Last night's "Showdown for the Billie Jean King Cup" at Madison Square Garden, a detour from the tour for four prominent names in women's tennis, narrowed down to Venus Williams' erratic power against Kim Clijsters' comeback-from-motherhood athletic bona fides.

But it was more a tennis demo than a competition, more a montage of movie trailers than a feature presentation, with three drastically truncated, fast-forward "matches" - abandoned in droves by the announced crowd of 11,702 long before its conclusion. Two one-set semifinals, Clijsters over Ana Ivanovic, 7-6 (2), and Williams over Svetlana Kuznetsova, 6-4, set up the best-of-three final - like the semifinals, with no-ad scoring - a feisty 6-4, 3-6, 7-5 Williams victory.

Clijsters, who won last year's U.S. Open after a two-year sabbatical, pronounced the format both "fun" and "not easy; you have to be focused from the beginning."

Certainly, for the competitors - all with major-tournament titles on their resumes - it was worth a brief stopover in Big Town as the pro tour switches from overseas to the States. Semifinal losers earned $200,000 apiece, Williams $400,000 and Clijsters $300,000.

"I'd love to be back here every year if you guys will have us," Williams said. "Tennis back at the Garden; I love it."

It was the second early-March Garden presentation of a reframed tournament concept for the 21st century's short attention span, following a glitzy 2008 exhibition melding separate-era champs Roger Federer and Pete Sampras. Serena Williams defeated her older sister in last year's final.

Serena Williams, the world's top-ranked player, had agreed to play again this year but withdrew a week ago, citing a leg injury suffered on her way to January's Australian Open title. Ivanovic, slumping since her 2008 French Open title and now ranked 27th, was her replacement. "Serena really wanted to be here," Venus Williams said, "but I can fly the Williams flag here on my own."

The exhibition of marquee players, what old champion Martina Navratilova used to describe as "hit-and-giggle tennis," was packaged with what tennis officials called "Tennis Night in America." Watch parties at tennis facilities and community centers across the country were arranged in conjunction with youth sign-up programs.

The Garden program included a warm-up act of "future stars," with 14-year-old Sachia Vickery of Miramar, Fla., winning a lightning-round one-setter over 16-year-old Nicole Gibbs of Manhattan Beach, Calif., and the introduction of the 2010 International Tennis Hall of Fame class - the doubles teams of Todd Woodbridge and Mark Woodforde and Gigi Fernandez and Natasha Zvereva, masters star Owen Davidson, wheelchair tennis pioneer Brad Parks and the late British tennis official Derek Hardwick.

Billie Jean King herself did not attend, offering her written regrets because she is recovering from recent double-knee replacement. With the Garden's upper deck closed and thousands of aqua and mauve seats visible among the quickly dispersing crowd, the question was whether such gimmicky tennis, at times of high quality but severely abbreviated, has legs.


### EXERCISE INSTRUCTIONS
Without the images, output each record below as it stands.
★ ★ ★ ★ ★ ★ ★
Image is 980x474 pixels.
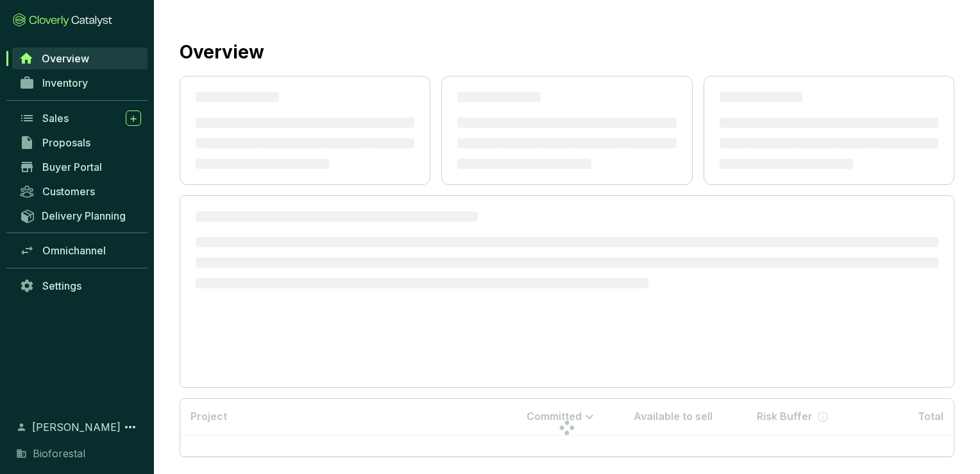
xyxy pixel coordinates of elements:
a: Delivery Planning [13,205,147,226]
a: Inventory [13,72,147,94]
a: Customers [13,180,147,203]
span: Omnichannel [43,244,106,257]
a: Proposals [13,132,147,153]
a: Settings [13,275,147,297]
span: Inventory [43,77,88,89]
a: Buyer Portal [13,156,147,178]
span: Customers [43,185,95,198]
a: Overview [13,47,147,70]
span: Sales [43,111,69,125]
span: Buyer Portal [43,161,102,174]
span: Delivery Planning [42,209,126,222]
a: Omnichannel [13,239,147,262]
span: Settings [43,279,81,292]
a: Sales [13,108,147,129]
span: Overview [42,52,89,65]
h2: Overview [180,39,264,66]
span: Proposals [43,136,90,149]
span: Bioforestal [33,446,85,461]
span: [PERSON_NAME] [32,420,121,435]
★ ★ ★ ★ ★ ★ ★
### RESPONSE TO THIS TASK
Image is 980x474 pixels.
xyxy pixel coordinates of elements:
a: Delivery Planning [13,205,147,226]
a: Inventory [13,72,147,94]
a: Customers [13,180,147,203]
span: Omnichannel [43,244,106,257]
a: Proposals [13,132,147,153]
a: Settings [13,275,147,297]
span: Inventory [43,77,88,89]
a: Buyer Portal [13,156,147,178]
span: Customers [43,185,95,198]
a: Overview [13,47,147,70]
span: Sales [43,111,69,125]
span: Buyer Portal [43,161,102,174]
span: Delivery Planning [42,209,126,222]
a: Omnichannel [13,239,147,262]
span: Settings [43,279,81,292]
a: Sales [13,108,147,129]
span: Overview [42,52,89,65]
h2: Overview [180,39,264,66]
span: Proposals [43,136,90,149]
span: Bioforestal [33,446,85,461]
span: [PERSON_NAME] [32,420,121,435]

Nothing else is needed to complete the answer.